Falkner: a Novel - Cover

Falkner: a Novel

Copyright© 2025 by Mary Wollstonecraft (Godwin) Shelley

Chapter 32

While these thoughts, founded on a natural piety, pure and gentle as herself, occupied Elizabeth, Falkner indulged in far other speculations. He triumphed. It is strange, that although perpetually deceived and led astray by our imagination, we always fancy that we can foresee, and in some sort command, the consequences of our actions. Falkner, while he deplored his beloved victim with the most heartfelt grief, yet at no time experienced a qualm of fear, because he believed that he held the means of escape in his own hands, and could always shelter himself from the obloquy that he now incurred, in an unapproachable tomb. Through strange accidents, that resource had failed him; he was alive, and his secret was in the hands of his enemies. But as he confronted the injured son of a more injured mother, another thought, dearer to his lawless yet heroic imagination, presented itself. There was one reparation he could make, and doubtless it would be demanded of him. The law of honour would be resorted to, to avenge the death of Alithea. He did not for a moment doubt but that Neville would challenge him. His care must be to fall by the young man’s hand. There was a sort of poetical justice in this idea, a noble and fitting ending to his disastrous story, that solaced his pride, and filled him, as it has been said, with triumph.

Having arrived at this conclusion, he felt sure also that the consummation would follow immediately on Neville’s perusal of the narration put into his hands, This very day might be his last, and it was necessary to make every preliminary arrangement. Leaving Elizabeth occupied with his fatal papers, he drove to town to seek Mr. Raby’s solicitor, to place in his hands the proofs of his adopted child’s birth, so to secure her future acknowledgment by her father’s family. She was not his child; no drop of his blood flowed in her veins; his name did not belong to her. As Miss Raby, Neville would gladly seek her, while as Miss Falkner, an insuperable barrier existed between them; and though he fell by Gerard’s hand, yet he meant to leave a letter to convince her that this was but a sort of cunning suicide, and that it need place no obstacle between two persons whom he believed were formed for each other. What more delightful than that his own Elizabeth should love the son of Alithea? If he survived, indeed, this mutual attachment would be beset by difficulties; his death was like the levelling of a mountain—all was plain, easy, happy, when he no longer deformed the scene.

He had some difficulty in meeting with Mr. Raby’s man of business. He found him, however, perfectly acquainted with all the circumstances, and eager to examine the documents placed in his hands. He had already written to Treby, and received confirmation of all Falkner’s statements. This activity had been imparted by Mrs. Raby, then at Tunbridge Wells, who was anxious to render justice to the orphan, the moment she had been informed of her existence; Falkner heard with great satisfaction of the excellent qualities of this lady, and the interest she showed in poor Edwin Raby’s orphan child. The day was consumed, and part of the evening, in these arrangements, and a final interview with his own solicitor. His will was already made: he divided his property between Elizabeth and his cousin, the only surviving daughter of his uncle.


Problem to work on: How many lines of the data contain "Concordia"? Reply with the number alone.

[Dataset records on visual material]
**********

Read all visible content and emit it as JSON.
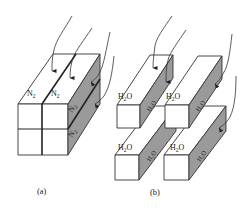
{
  "figure": {
    "panels": [
      {
        "id": "a",
        "caption": "(a)",
        "description": "Single block divided into four channels, nitrogen channels on top and side",
        "labels": {
          "top_left": "N",
          "top_left_sub": "2",
          "top_right": "N",
          "top_right_sub": "2",
          "side_upper": "N",
          "side_upper_sub": "2",
          "side_lower": "N",
          "side_lower_sub": "2"
        }
      },
      {
        "id": "b",
        "caption": "(b)",
        "description": "Four separated bars with water labels on top and side faces",
        "labels": {
          "bar1_top": "H",
          "bar1_top_sub": "2",
          "bar1_top_end": "O",
          "bar1_side": "H₂O",
          "bar2_top": "H",
          "bar2_top_sub": "2",
          "bar2_top_end": "O",
          "bar2_side": "H₂O",
          "bar3_top": "H",
          "bar3_top_sub": "2",
          "bar3_top_end": "O",
          "bar3_side": "H₂O",
          "bar4_top": "H",
          "bar4_top_sub": "2",
          "bar4_top_end": "O",
          "bar4_side": "H₂O"
        }
      }
    ],
    "colors": {
      "shaded_face": "#9a9a9a",
      "outline": "#333333",
      "background": "#ffffff"
    }
  }
}
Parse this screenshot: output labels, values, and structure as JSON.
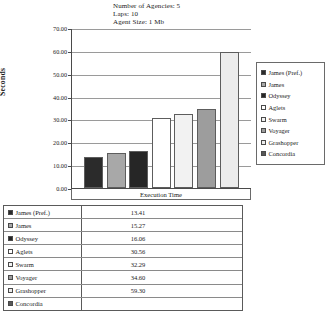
{
  "header": {
    "lines": [
      "Number of Agencies: 5",
      "Laps: 10",
      "Agent Size: 1 Mb"
    ],
    "line1": "Number of Agencies: 5",
    "line2": "Laps: 10",
    "line3": "Agent Size: 1 Mb"
  },
  "axis": {
    "y_title": "Seconds",
    "x_label": "Execution Time",
    "y_ticks": [
      "0.00",
      "10.00",
      "20.00",
      "30.00",
      "40.00",
      "50.00",
      "60.00",
      "70.00"
    ]
  },
  "legend": {
    "position": "right",
    "items": [
      {
        "label": "James (Pref.)",
        "color": "#2b2b2b"
      },
      {
        "label": "James",
        "color": "#a8a8a8"
      },
      {
        "label": "Odyssey",
        "color": "#262626"
      },
      {
        "label": "Aglets",
        "color": "#ffffff"
      },
      {
        "label": "Swarm",
        "color": "#f2f2f2"
      },
      {
        "label": "Voyager",
        "color": "#9d9d9d"
      },
      {
        "label": "Grashopper",
        "color": "#ececec"
      },
      {
        "label": "Concordia",
        "color": "#585858"
      }
    ]
  },
  "table": {
    "rows": [
      {
        "name": "James (Pref.)",
        "value": "13.41",
        "color": "#2b2b2b"
      },
      {
        "name": "James",
        "value": "15.27",
        "color": "#a8a8a8"
      },
      {
        "name": "Odyssey",
        "value": "16.06",
        "color": "#262626"
      },
      {
        "name": "Aglets",
        "value": "30.56",
        "color": "#ffffff"
      },
      {
        "name": "Swarm",
        "value": "32.29",
        "color": "#f2f2f2"
      },
      {
        "name": "Voyager",
        "value": "34.60",
        "color": "#9d9d9d"
      },
      {
        "name": "Grashopper",
        "value": "59.30",
        "color": "#ececec"
      },
      {
        "name": "Concordia",
        "value": "",
        "color": "#585858"
      }
    ]
  },
  "chart_data": {
    "type": "bar",
    "title": "",
    "subtitle": "Number of Agencies: 5 / Laps: 10 / Agent Size: 1 Mb",
    "categories": [
      "James (Pref.)",
      "James",
      "Odyssey",
      "Aglets",
      "Swarm",
      "Voyager",
      "Grashopper",
      "Concordia"
    ],
    "values": [
      13.41,
      15.27,
      16.06,
      30.56,
      32.29,
      34.6,
      59.3,
      null
    ],
    "xlabel": "Execution Time",
    "ylabel": "Seconds",
    "ylim": [
      0,
      70
    ],
    "ytick_step": 10,
    "ytick_labels": [
      "0.00",
      "10.00",
      "20.00",
      "30.00",
      "40.00",
      "50.00",
      "60.00",
      "70.00"
    ],
    "grid": true,
    "legend_position": "right",
    "series_colors": [
      "#2b2b2b",
      "#a8a8a8",
      "#262626",
      "#ffffff",
      "#f2f2f2",
      "#9d9d9d",
      "#ececec",
      "#585858"
    ]
  }
}
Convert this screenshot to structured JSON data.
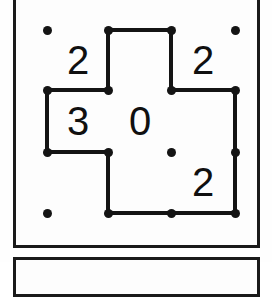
{
  "puzzle": {
    "type": "slitherlink",
    "rows": 3,
    "cols": 3,
    "clue_grid": [
      [
        "2",
        "",
        "2"
      ],
      [
        "3",
        "0",
        ""
      ],
      [
        "",
        "",
        "2"
      ]
    ],
    "clues": [
      {
        "name": "clue-r0c0",
        "value": "2",
        "row": 0,
        "col": 0,
        "x": 78,
        "y": 60
      },
      {
        "name": "clue-r0c2",
        "value": "2",
        "row": 0,
        "col": 2,
        "x": 203,
        "y": 60
      },
      {
        "name": "clue-r1c0",
        "value": "3",
        "row": 1,
        "col": 0,
        "x": 78,
        "y": 121
      },
      {
        "name": "clue-r1c1",
        "value": "0",
        "row": 1,
        "col": 1,
        "x": 140,
        "y": 121
      },
      {
        "name": "clue-r2c2",
        "value": "2",
        "row": 2,
        "col": 2,
        "x": 203,
        "y": 182
      }
    ],
    "dot_columns_x": [
      47,
      108,
      171,
      235
    ],
    "dot_rows_y": [
      30,
      90,
      152,
      213
    ],
    "dots": [
      {
        "name": "dot-r0c0",
        "x": 47,
        "y": 30
      },
      {
        "name": "dot-r0c1",
        "x": 108,
        "y": 30
      },
      {
        "name": "dot-r0c2",
        "x": 171,
        "y": 30
      },
      {
        "name": "dot-r0c3",
        "x": 235,
        "y": 30
      },
      {
        "name": "dot-r1c0",
        "x": 47,
        "y": 90
      },
      {
        "name": "dot-r1c1",
        "x": 108,
        "y": 90
      },
      {
        "name": "dot-r1c2",
        "x": 171,
        "y": 90
      },
      {
        "name": "dot-r1c3",
        "x": 235,
        "y": 90
      },
      {
        "name": "dot-r2c0",
        "x": 47,
        "y": 152
      },
      {
        "name": "dot-r2c1",
        "x": 108,
        "y": 152
      },
      {
        "name": "dot-r2c2",
        "x": 171,
        "y": 152
      },
      {
        "name": "dot-r2c3",
        "x": 235,
        "y": 152
      },
      {
        "name": "dot-r3c0",
        "x": 47,
        "y": 213
      },
      {
        "name": "dot-r3c1",
        "x": 108,
        "y": 213
      },
      {
        "name": "dot-r3c2",
        "x": 171,
        "y": 213
      },
      {
        "name": "dot-r3c3",
        "x": 235,
        "y": 213
      }
    ],
    "drawn_edges_horizontal": [
      {
        "name": "edge-h-r0c1",
        "x": 108,
        "y": 30,
        "length": 63
      },
      {
        "name": "edge-h-r1c0",
        "x": 47,
        "y": 90,
        "length": 61
      },
      {
        "name": "edge-h-r1c2",
        "x": 171,
        "y": 90,
        "length": 64
      },
      {
        "name": "edge-h-r2c0",
        "x": 47,
        "y": 152,
        "length": 61
      },
      {
        "name": "edge-h-r3c1",
        "x": 108,
        "y": 213,
        "length": 63
      },
      {
        "name": "edge-h-r3c2",
        "x": 171,
        "y": 213,
        "length": 64
      }
    ],
    "drawn_edges_vertical": [
      {
        "name": "edge-v-r0c1",
        "x": 108,
        "y": 30,
        "length": 60
      },
      {
        "name": "edge-v-r0c2",
        "x": 171,
        "y": 30,
        "length": 60
      },
      {
        "name": "edge-v-r1c0",
        "x": 47,
        "y": 90,
        "length": 62
      },
      {
        "name": "edge-v-r1c3",
        "x": 235,
        "y": 90,
        "length": 62
      },
      {
        "name": "edge-v-r2c1",
        "x": 108,
        "y": 152,
        "length": 61
      },
      {
        "name": "edge-v-r2c3",
        "x": 235,
        "y": 152,
        "length": 61
      }
    ],
    "colors": {
      "ink": "#141414",
      "frame": "#1a1a1a",
      "paper": "#fdfdfd"
    }
  }
}
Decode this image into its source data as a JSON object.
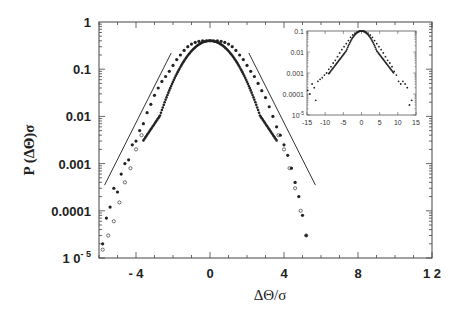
{
  "chart_data": {
    "type": "scatter",
    "title": "",
    "xlabel": "ΔΘ/σ",
    "ylabel": "P (ΔΘ)σ",
    "xlim": [
      -6,
      12
    ],
    "ylim": [
      1e-05,
      1
    ],
    "yscale": "log",
    "grid": false,
    "x_ticks": [
      -4,
      0,
      4,
      8,
      12
    ],
    "x_tick_labels": [
      "- 4",
      "0",
      "4",
      "8",
      "1 2"
    ],
    "y_ticks": [
      1,
      0.1,
      0.01,
      0.001,
      0.0001,
      1e-05
    ],
    "y_tick_labels": [
      "1",
      "0.1",
      "0.01",
      "0.001",
      "0.0001",
      "1 0-5"
    ],
    "series": [
      {
        "name": "filled-points",
        "marker": "filled-circle",
        "x": [
          -5.8,
          -5.6,
          -5.4,
          -5.2,
          -5.0,
          -4.8,
          -4.6,
          -4.4,
          -4.2,
          -4.0,
          -3.8,
          -3.6,
          -3.4,
          -3.2,
          -3.0,
          -2.8,
          -2.6,
          -2.4,
          -2.2,
          -2.0,
          -1.8,
          -1.6,
          -1.4,
          -1.2,
          -1.0,
          -0.8,
          -0.6,
          -0.4,
          -0.2,
          0.0,
          0.2,
          0.4,
          0.6,
          0.8,
          1.0,
          1.2,
          1.4,
          1.6,
          1.8,
          2.0,
          2.2,
          2.4,
          2.6,
          2.8,
          3.0,
          3.2,
          3.4,
          3.6,
          3.8,
          4.0,
          4.2,
          4.4,
          4.6,
          4.8,
          5.0,
          5.2
        ],
        "y": [
          2e-05,
          7e-05,
          0.00012,
          0.0003,
          0.00025,
          0.0006,
          0.001,
          0.0012,
          0.0025,
          0.003,
          0.005,
          0.007,
          0.012,
          0.018,
          0.028,
          0.04,
          0.055,
          0.07,
          0.09,
          0.12,
          0.16,
          0.2,
          0.25,
          0.3,
          0.34,
          0.37,
          0.39,
          0.4,
          0.4,
          0.4,
          0.4,
          0.4,
          0.39,
          0.37,
          0.34,
          0.3,
          0.25,
          0.2,
          0.16,
          0.12,
          0.09,
          0.07,
          0.05,
          0.035,
          0.025,
          0.016,
          0.01,
          0.006,
          0.004,
          0.0025,
          0.0015,
          0.0008,
          0.0004,
          0.0002,
          8e-05,
          3e-05
        ]
      },
      {
        "name": "open-points",
        "marker": "open-circle",
        "x": [
          -5.8,
          -5.5,
          -5.2,
          -4.9,
          -4.6,
          -4.3,
          -4.0,
          -3.7,
          3.7,
          4.0,
          4.3,
          4.6,
          4.9,
          5.2
        ],
        "y": [
          1.5e-05,
          3e-05,
          6e-05,
          0.00015,
          0.0004,
          0.0008,
          0.002,
          0.004,
          0.004,
          0.002,
          0.0008,
          0.0003,
          0.0001,
          3e-05
        ]
      }
    ],
    "reference_lines": [
      {
        "name": "left-slope-line",
        "x": [
          -5.7,
          -2.1
        ],
        "y": [
          0.00035,
          0.22
        ]
      },
      {
        "name": "right-slope-line",
        "x": [
          2.1,
          5.7
        ],
        "y": [
          0.22,
          0.00035
        ]
      }
    ],
    "inset": {
      "type": "scatter",
      "xlim": [
        -15,
        15
      ],
      "ylim": [
        1e-05,
        0.1
      ],
      "yscale": "log",
      "x_ticks": [
        -15,
        -10,
        -5,
        0,
        5,
        10,
        15
      ],
      "x_tick_labels": [
        "-15",
        "-10",
        "-5",
        "0",
        "5",
        "10",
        "15"
      ],
      "y_ticks": [
        0.1,
        0.01,
        0.001,
        0.0001,
        1e-05
      ],
      "y_tick_labels": [
        "0.1",
        "0.01",
        "0.001",
        "0.0001",
        "10-5"
      ],
      "x": [
        -14.8,
        -14.2,
        -13.6,
        -13.0,
        -12.6,
        -12.0,
        -11.4,
        -10.8,
        -10.2,
        -9.6,
        -9.0,
        -8.4,
        -7.8,
        -7.2,
        -6.6,
        -6.0,
        -5.4,
        -4.8,
        -4.2,
        -3.6,
        -3.0,
        -2.4,
        -1.8,
        -1.2,
        -0.6,
        0,
        0.6,
        1.2,
        1.8,
        2.4,
        3.0,
        3.6,
        4.2,
        4.8,
        5.4,
        6.0,
        6.6,
        7.2,
        7.8,
        8.4,
        9.0,
        9.6,
        10.2,
        10.8,
        11.4,
        12.0,
        12.6,
        13.2,
        13.8
      ],
      "y": [
        0.00015,
        0.0001,
        0.0003,
        0.0002,
        5e-05,
        0.0004,
        0.0005,
        0.0006,
        0.0008,
        0.001,
        0.0015,
        0.002,
        0.003,
        0.004,
        0.006,
        0.009,
        0.013,
        0.018,
        0.025,
        0.035,
        0.05,
        0.065,
        0.08,
        0.09,
        0.1,
        0.1,
        0.1,
        0.09,
        0.08,
        0.065,
        0.05,
        0.035,
        0.025,
        0.018,
        0.013,
        0.009,
        0.006,
        0.004,
        0.003,
        0.002,
        0.0012,
        0.0008,
        0.0004,
        0.0003,
        0.0004,
        0.0003,
        0.0002,
        3e-05,
        5e-05
      ]
    }
  },
  "labels": {
    "ylabel": "P (ΔΘ)σ",
    "xlabel": "ΔΘ/σ"
  }
}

**********

Solution for this problem: 3